Extensive evidence for these contentions is documented in my book, Synchronicity: Empower Your Life with the Gift of Coincidence. The development of the capacity to experience synchronicity on a regular basis is related not so much to superstition or gullibility, as some presume, but of processes of enlightenment related to more advanced stages of human development. Mainstream psychology fails to recognize this owing to its general lack of capacity to appreciate spiritual or transpersonal phenomena, as a result of its overly reductionistic paradigm. This is to its cost. The term “psychology” etymologically means “study of the soul”. There is not much soul in mainstream psychology, and even less in modern psychiatry, a field that is even more reductionistic.

This is a core failing of these disciplines. To many people, notions of soul are as important as any other notion when considering one’s life in totality, or making sense of one’s life path. If mainstream psychology and psychiatry aspire to being key disciplines in understanding the human mind, then how can they exclude conceptions of soul? I believe this modern disconnection of psychology and psychiatry from their etymological roots contributes to disruptions in many people’s sense of connection to others and to themselves at a deeper spiritual level. Around 100 years ago, Jung suggested neurosis often resulted from detachment from spiritual experience. He lamented this, especially as he believed that rather than transpersonal beliefs being unscientific, such perspectives were more consistent with modern physics than conceptions that exclude notions of connectedness between internal consciousness and external matter.
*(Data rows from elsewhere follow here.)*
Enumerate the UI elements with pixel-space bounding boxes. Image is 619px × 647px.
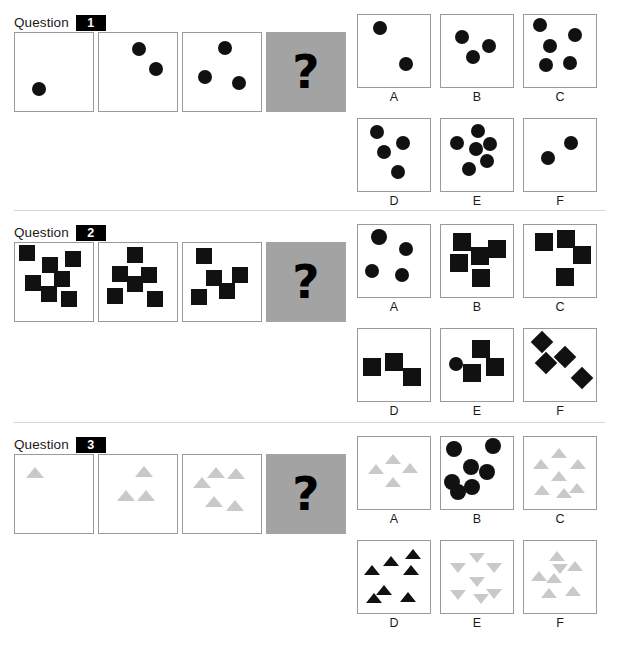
circle-shape [480, 154, 494, 168]
tri-shape [137, 490, 155, 501]
square-shape [54, 271, 70, 287]
circle-shape [564, 136, 578, 150]
option-d-label: D [357, 194, 431, 208]
circle-shape [563, 56, 577, 70]
option-e-box[interactable] [440, 118, 514, 192]
tri-shape [135, 466, 153, 477]
tri-shape [565, 586, 581, 596]
square-shape [61, 291, 77, 307]
sequence-panel-2 [98, 454, 178, 534]
tri-shape [551, 471, 567, 481]
circle-shape [450, 484, 466, 500]
sequence-panel-2 [98, 242, 178, 322]
tri-shape [570, 459, 586, 469]
question-label: Question [14, 224, 69, 242]
sequence-panel-unknown[interactable]: ? [266, 242, 346, 322]
option-d[interactable]: D [357, 540, 431, 632]
tri-shape [385, 477, 401, 487]
option-f-box[interactable] [523, 328, 597, 402]
circle-shape [370, 125, 384, 139]
tri-shape [383, 556, 399, 566]
option-b-label: B [440, 512, 514, 526]
sequence-panel-1 [14, 242, 94, 322]
option-e[interactable]: E [440, 328, 514, 420]
option-a[interactable]: A [357, 14, 431, 106]
circle-shape [533, 18, 547, 32]
option-b-label: B [440, 300, 514, 314]
circle-shape [450, 136, 464, 150]
tri-shape [366, 593, 382, 603]
option-f-label: F [523, 404, 597, 418]
option-c-box[interactable] [523, 14, 597, 88]
option-f-label: F [523, 616, 597, 630]
option-a-box[interactable] [357, 224, 431, 298]
sequence-panel-3 [182, 32, 262, 112]
circle-shape [449, 357, 463, 371]
square-shape [363, 358, 381, 376]
tri-shape [567, 561, 583, 571]
option-d-label: D [357, 404, 431, 418]
option-a-box[interactable] [357, 14, 431, 88]
option-e[interactable]: E [440, 118, 514, 210]
square-shape [19, 245, 35, 261]
option-f[interactable]: F [523, 540, 597, 632]
square-shape [488, 240, 506, 258]
option-e-box[interactable] [440, 328, 514, 402]
option-f-box[interactable] [523, 540, 597, 614]
tri-shape [205, 496, 223, 507]
option-b[interactable]: B [440, 436, 514, 528]
option-b-box[interactable] [440, 14, 514, 88]
square-shape [535, 233, 553, 251]
option-a[interactable]: A [357, 436, 431, 528]
circle-shape [371, 229, 387, 245]
square-shape [25, 275, 41, 291]
square-shape [472, 269, 490, 287]
option-b-box[interactable] [440, 436, 514, 510]
option-b-box[interactable] [440, 224, 514, 298]
option-a[interactable]: A [357, 224, 431, 316]
circle-shape [132, 42, 146, 56]
circle-shape [399, 57, 413, 71]
option-f-box[interactable] [523, 118, 597, 192]
option-e[interactable]: E [440, 540, 514, 632]
option-d-box[interactable] [357, 540, 431, 614]
option-c-box[interactable] [523, 436, 597, 510]
tri-shape [541, 588, 557, 598]
option-d[interactable]: D [357, 328, 431, 420]
option-a-label: A [357, 512, 431, 526]
sequence-panel-1 [14, 32, 94, 112]
option-c[interactable]: C [523, 436, 597, 528]
option-a-box[interactable] [357, 436, 431, 510]
square-shape [472, 340, 490, 358]
circle-shape [446, 441, 462, 457]
diamond-shape [571, 367, 594, 390]
sequence-panel-unknown[interactable]: ? [266, 32, 346, 112]
diamond-shape [531, 331, 554, 354]
sequence-panel-3 [182, 242, 262, 322]
sequence-panel-unknown[interactable]: ? [266, 454, 346, 534]
circle-shape [469, 142, 483, 156]
question-separator-1 [14, 210, 605, 211]
option-f[interactable]: F [523, 328, 597, 420]
tri-shape [402, 463, 418, 473]
option-c-label: C [523, 512, 597, 526]
option-c[interactable]: C [523, 14, 597, 106]
circle-shape [539, 58, 553, 72]
option-f[interactable]: F [523, 118, 597, 210]
option-d-box[interactable] [357, 118, 431, 192]
option-b[interactable]: B [440, 224, 514, 316]
option-c-box[interactable] [523, 224, 597, 298]
question-label: Question [14, 436, 69, 454]
option-c[interactable]: C [523, 224, 597, 316]
square-shape [556, 268, 574, 286]
option-d-box[interactable] [357, 328, 431, 402]
tri-down-shape [450, 590, 466, 600]
option-d[interactable]: D [357, 118, 431, 210]
circle-shape [482, 39, 496, 53]
circle-shape [377, 145, 391, 159]
sequence-panel-3 [182, 454, 262, 534]
tri-shape [405, 549, 421, 559]
tri-down-shape [486, 563, 502, 573]
option-e-box[interactable] [440, 540, 514, 614]
option-b[interactable]: B [440, 14, 514, 106]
When it comes to the intricate and powerful connections between our inner and external reality, Jung felt this was most clearly revealed in the phenomenon of synchronicity. Synchronicity: Empower your life with the gift of coincidence offers a 21st-century take on such ideas.
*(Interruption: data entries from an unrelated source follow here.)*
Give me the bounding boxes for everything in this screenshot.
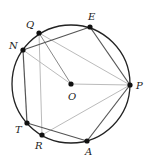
segment-RP: [42, 85, 130, 135]
point-E: [87, 24, 92, 29]
segment-QR: [39, 33, 42, 135]
label-E: E: [87, 11, 96, 22]
segment-NO: [23, 50, 71, 84]
point-Q: [36, 30, 41, 35]
label-A: A: [84, 146, 92, 157]
point-N: [20, 47, 25, 52]
segment-QP: [39, 33, 130, 85]
light-segments: [23, 33, 130, 135]
segment-OP: [71, 84, 130, 85]
segment-PA: [87, 85, 130, 141]
point-T: [24, 120, 29, 125]
label-P: P: [135, 80, 143, 91]
segment-EP: [90, 27, 130, 85]
segment-QO: [39, 33, 71, 84]
label-T: T: [15, 124, 23, 135]
label-O: O: [68, 91, 76, 102]
point-R: [39, 132, 44, 137]
segment-TN: [23, 50, 27, 123]
label-R: R: [34, 140, 43, 151]
point-P: [127, 82, 132, 87]
label-N: N: [8, 40, 19, 51]
label-Q: Q: [26, 19, 34, 30]
point-A: [84, 138, 89, 143]
geometry-diagram: OPEQNTRA: [0, 0, 151, 159]
circle-figure: OPEQNTRA: [0, 0, 151, 159]
point-O: [68, 81, 73, 86]
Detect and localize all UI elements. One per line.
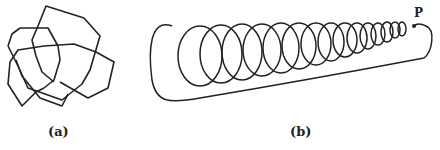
point-p-label: P <box>414 6 423 20</box>
caption-a: (a) <box>48 124 69 139</box>
caption-b: (b) <box>290 124 311 139</box>
coil-diagram-b <box>0 0 440 120</box>
point-p-marker <box>412 24 416 28</box>
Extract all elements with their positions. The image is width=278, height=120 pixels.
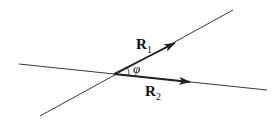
vector-diagram: φ R 1 R 2 <box>0 0 278 120</box>
r1-subscript: 1 <box>147 44 152 55</box>
angle-arc <box>127 67 129 76</box>
r2-subscript: 2 <box>156 91 161 102</box>
vector-r2-arrow <box>114 74 190 82</box>
angle-label: φ <box>133 61 140 76</box>
r1-label: R <box>136 36 147 52</box>
r2-label: R <box>145 83 156 99</box>
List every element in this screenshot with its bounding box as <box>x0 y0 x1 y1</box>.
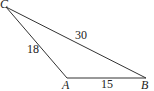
side-label-cb: 30 <box>75 28 87 42</box>
triangle-diagram: C A B 18 30 15 <box>0 0 154 91</box>
vertex-label-b: B <box>141 78 149 91</box>
vertex-label-c: C <box>0 0 9 11</box>
side-label-ca: 18 <box>27 42 39 56</box>
side-label-ab: 15 <box>101 77 113 91</box>
vertex-label-a: A <box>61 78 70 91</box>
Chris Mackey is a clinical and counseling psychologist and Fellow of the Australian Psychological Society with 35 years’ psychotherapy experience in public and private mental health settings. He is the principal psychologist at Chris Mackey and Associates, his private psychology practice in Geelong.

Chris has presented at numerous national and international scientific conferences over the past 20 years on such topics as the assessment and treatment of psychological trauma and the evaluation of effectiveness of psychological therapy for anxiety and depression. Chris has a particular interest in promoting more optimistic approaches to mental health, including positive psychology, about which he has presented regular free public talks in Geelong over the past ten years. He has been fascinated in synchronicity throughout his career as well as in his everyday life, leading him to choose this topic for his first book, Synchronicity: Empower Your Life with the Gift of Coincidence. His practice’s website provides extensive information about a wide range of mental health issues (see www.chrismackey.com.au).